• _REQUIRED WORK_
Would you transcribe only the lines from the one holding "Identify the location" through the end of the material, exactly, without any pictures?

• _THE DATA_
>>>>>
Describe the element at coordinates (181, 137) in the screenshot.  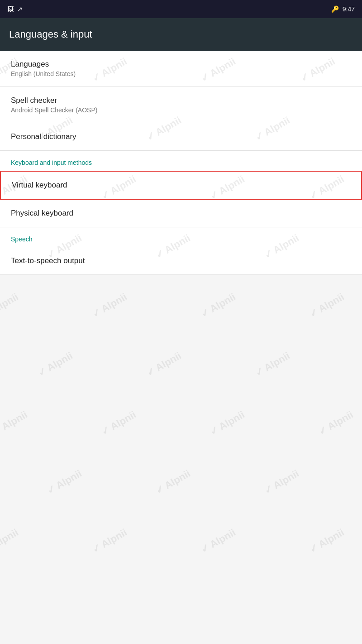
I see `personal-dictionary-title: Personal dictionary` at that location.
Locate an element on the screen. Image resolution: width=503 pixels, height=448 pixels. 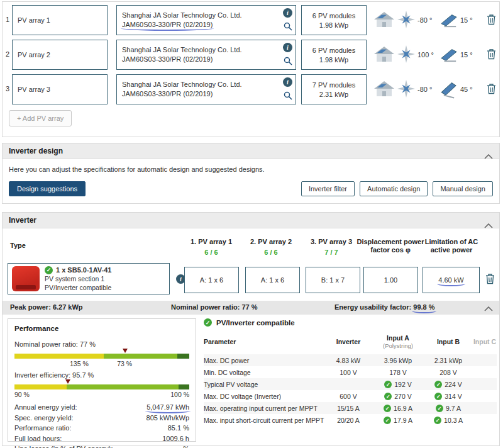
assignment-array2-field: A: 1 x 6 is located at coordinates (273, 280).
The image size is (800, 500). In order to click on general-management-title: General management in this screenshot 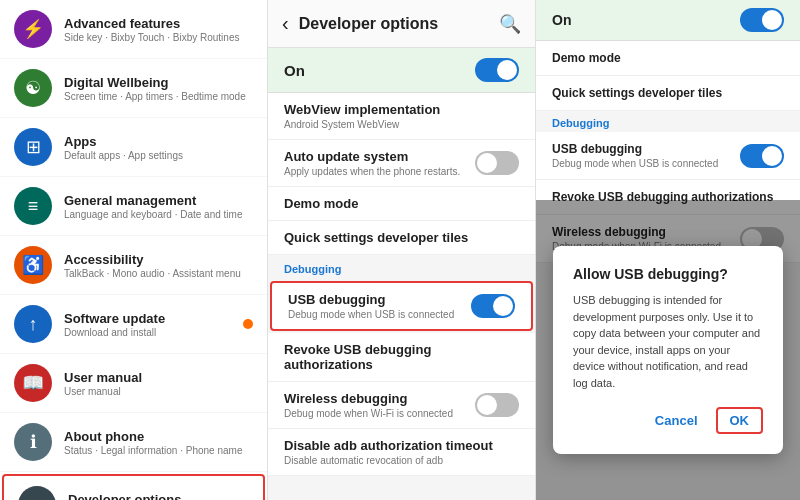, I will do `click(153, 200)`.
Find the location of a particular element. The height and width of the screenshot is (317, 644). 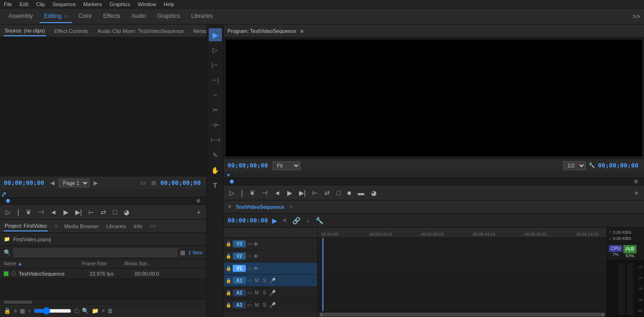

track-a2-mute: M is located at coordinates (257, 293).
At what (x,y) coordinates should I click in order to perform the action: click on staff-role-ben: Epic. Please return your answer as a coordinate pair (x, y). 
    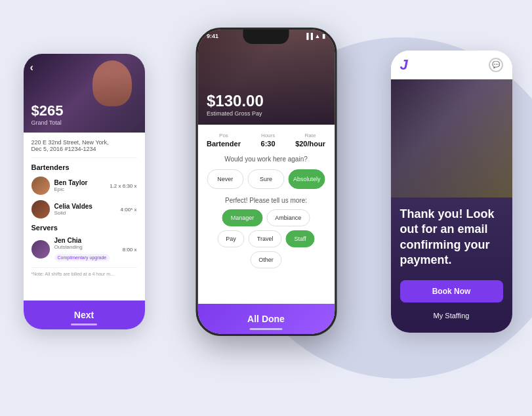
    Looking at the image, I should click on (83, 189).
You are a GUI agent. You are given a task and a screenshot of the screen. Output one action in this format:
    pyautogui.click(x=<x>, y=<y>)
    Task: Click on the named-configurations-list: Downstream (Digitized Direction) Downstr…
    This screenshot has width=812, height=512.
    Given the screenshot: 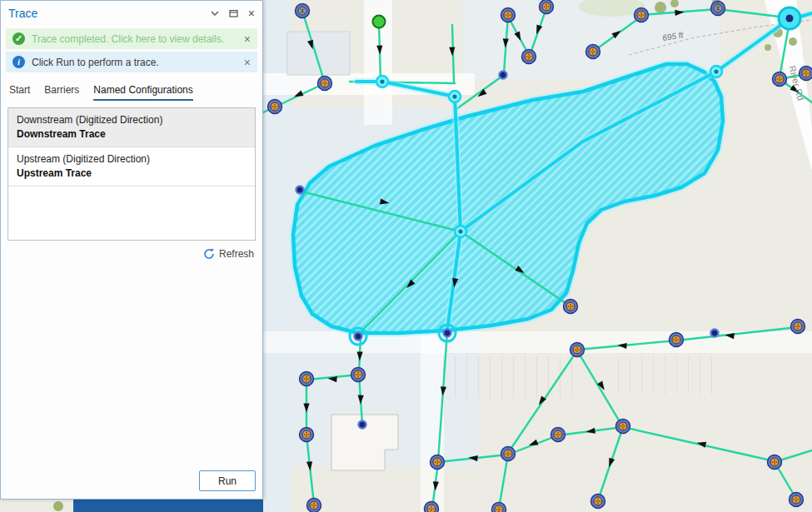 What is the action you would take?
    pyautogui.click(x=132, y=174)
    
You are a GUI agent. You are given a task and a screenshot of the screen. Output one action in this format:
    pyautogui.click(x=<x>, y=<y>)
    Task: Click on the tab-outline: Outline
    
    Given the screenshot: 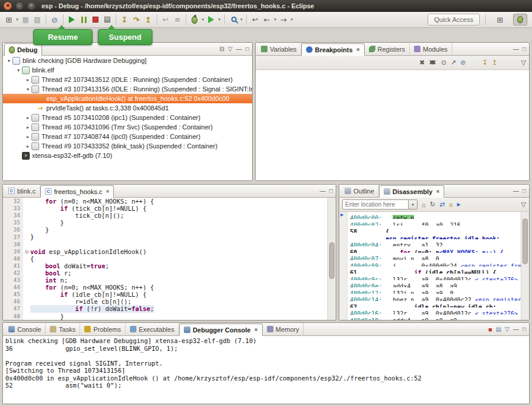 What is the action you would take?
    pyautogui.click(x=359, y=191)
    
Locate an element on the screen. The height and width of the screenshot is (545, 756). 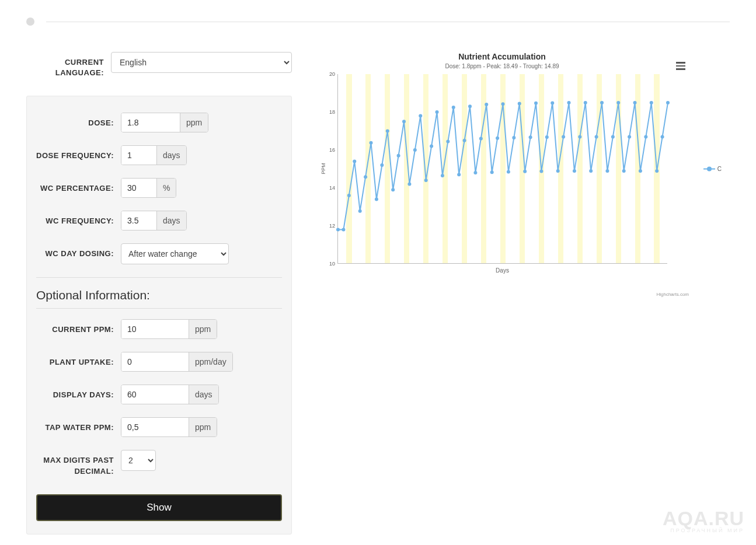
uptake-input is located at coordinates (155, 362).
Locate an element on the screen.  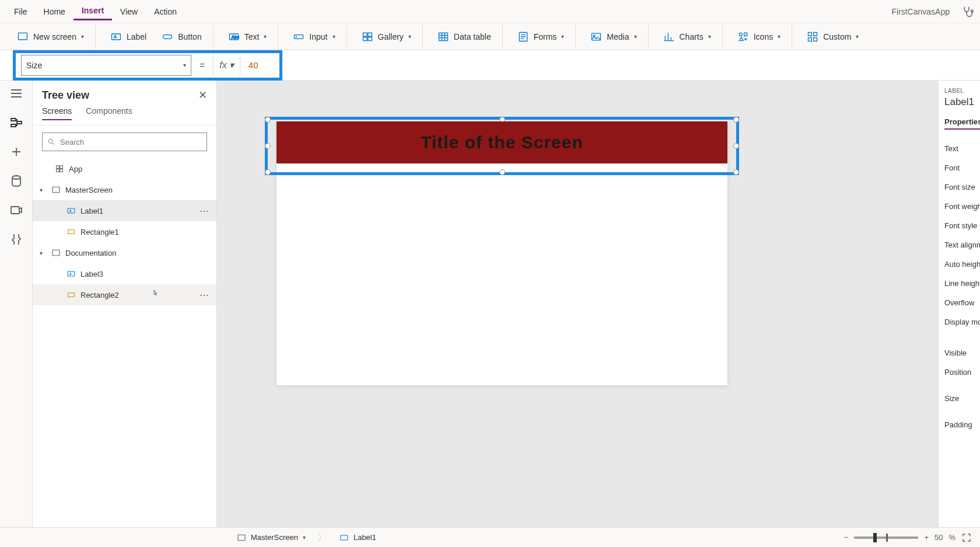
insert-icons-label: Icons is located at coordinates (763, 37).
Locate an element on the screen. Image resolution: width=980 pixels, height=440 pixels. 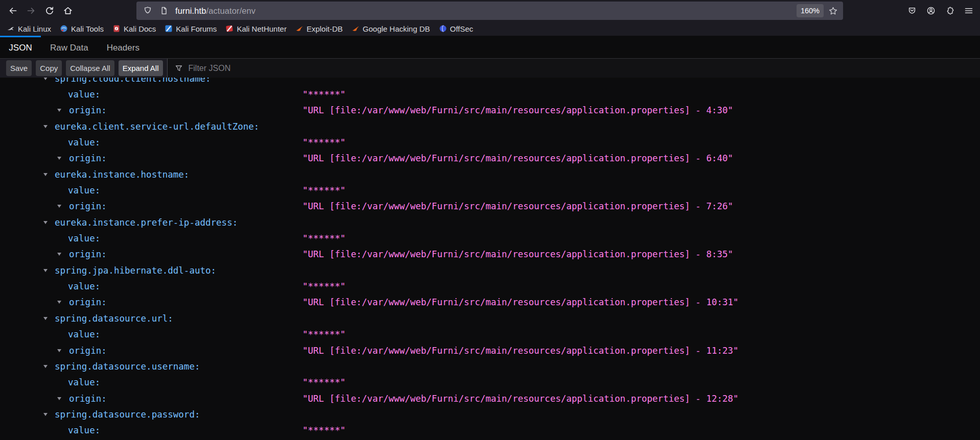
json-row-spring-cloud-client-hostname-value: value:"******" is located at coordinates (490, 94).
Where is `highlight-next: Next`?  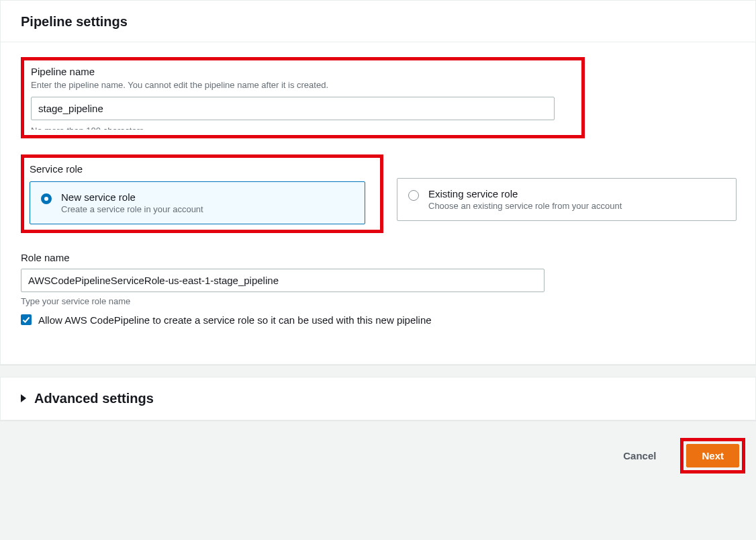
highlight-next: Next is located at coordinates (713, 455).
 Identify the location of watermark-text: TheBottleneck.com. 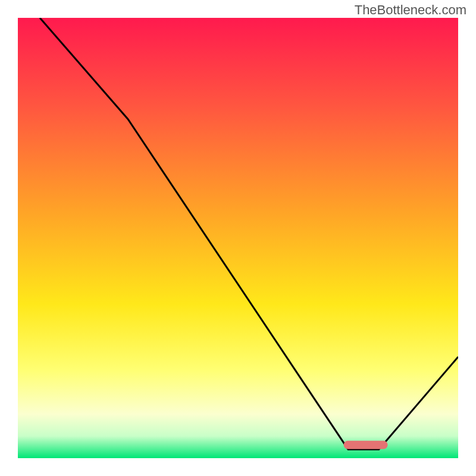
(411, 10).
<<<<<
• _YOUR RESPONSE_
 Identify the location of watermark-text: TheBottleneck.com. 
(411, 10).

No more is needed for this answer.